Day 32 — Key Concepts in International Relations
Day 32 opens the International Relations section of Paper II with the vocabulary the rest of the paper is written in: national interest, power, security, balance of power, deterrence, transnational actors and collective security. The capsule takes each concept as the paradigms actually contest it — Morgenthau’s interest defined in terms of power against Wendt’s socially constructed interest; Robinson’s six categories; hard, soft, smart, sharp and fast power; polarity and the stability debate from Waltz to Mearsheimer. From there it moves through the balance of power — the Congress of Vienna to Walt’s balance of threat, Schweller’s balance of interest and soft balancing — then deterrence and MAD, with Waltz’s “more may be better” set against Sagan’s organisational pessimism, and security read as both the security dilemma (John Herz) and Brian Job’s insecurity dilemma, widening into human security and securitization. It closes with complex interdependence, MNCs, NGOs and the crisis of the nation-state; collective security, R2P and the world capitalist economy; and a revision kit of power quotes and a scholar index. Between 2016 and 2025, this unit carried 4 × 10-markers, 7 × 15-markers and 3 × 20-markers — fourteen questions in ten years.
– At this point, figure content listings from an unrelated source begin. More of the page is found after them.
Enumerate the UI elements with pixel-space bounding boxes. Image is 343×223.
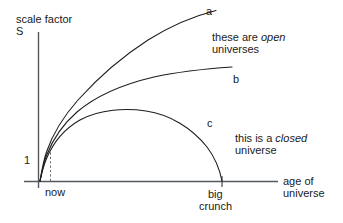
annotation-open-emphasis: open <box>261 31 285 43</box>
curve-b <box>40 67 232 181</box>
cosmology-expansion-figure: scale factor S 1 now big crunch age of u… <box>0 0 343 223</box>
annotation-open-line1-prefix: these are <box>212 31 261 43</box>
y-axis-title-line2: S <box>16 25 23 38</box>
y-tick-label-1: 1 <box>24 154 30 167</box>
annotation-open-line2: universes <box>212 43 259 56</box>
y-axis-title-line1: scale factor <box>16 13 72 26</box>
curve-label-b: b <box>233 73 239 86</box>
x-tick-label-big-crunch-line2: crunch <box>199 200 232 213</box>
annotation-open-line1: these are open <box>212 31 285 44</box>
x-tick-label-big-crunch-line1: big <box>208 188 223 201</box>
curve-a <box>40 11 216 182</box>
curve-label-a: a <box>206 5 212 18</box>
annotation-closed-emphasis: closed <box>275 132 307 144</box>
annotation-closed-line1: this is a closed <box>235 132 307 145</box>
x-axis-title-line2: universe <box>283 187 325 200</box>
curve-label-c: c <box>207 117 213 130</box>
x-axis-title-line1: age of <box>283 175 314 188</box>
x-tick-label-now: now <box>45 186 65 199</box>
curve-c <box>40 110 222 181</box>
annotation-closed-line2: universe <box>235 144 277 157</box>
annotation-closed-line1-prefix: this is a <box>235 132 275 144</box>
Notice what UPSC actually does with this vocabulary. Balance of power is “notoriously full of confusion.” National interest is “essentially contested.” Collective security and R2P are similar but not the same. Each of those is a question about a definition — which is why the vocabulary has to be exact before the argument can get interesting.
Write before the evening:
- Explain the concept of balance of power. What are the various techniques of maintaining balance of power? (UPSC 2020, 20m)
- Collective security and Responsibility to Protect (R2P) are similar but different in scope, goals and methods. Explain. (UPSC 2025, 15m)
- National Interest is an essentially contested concept. Comment. (UPSC 2022, 10m)
If you go blank on a point — a scholar, a definition, one of the modifications of the balance-of-power thesis — it is covered in full in your Foundation and OGP class notes and handouts. Revise it, then write.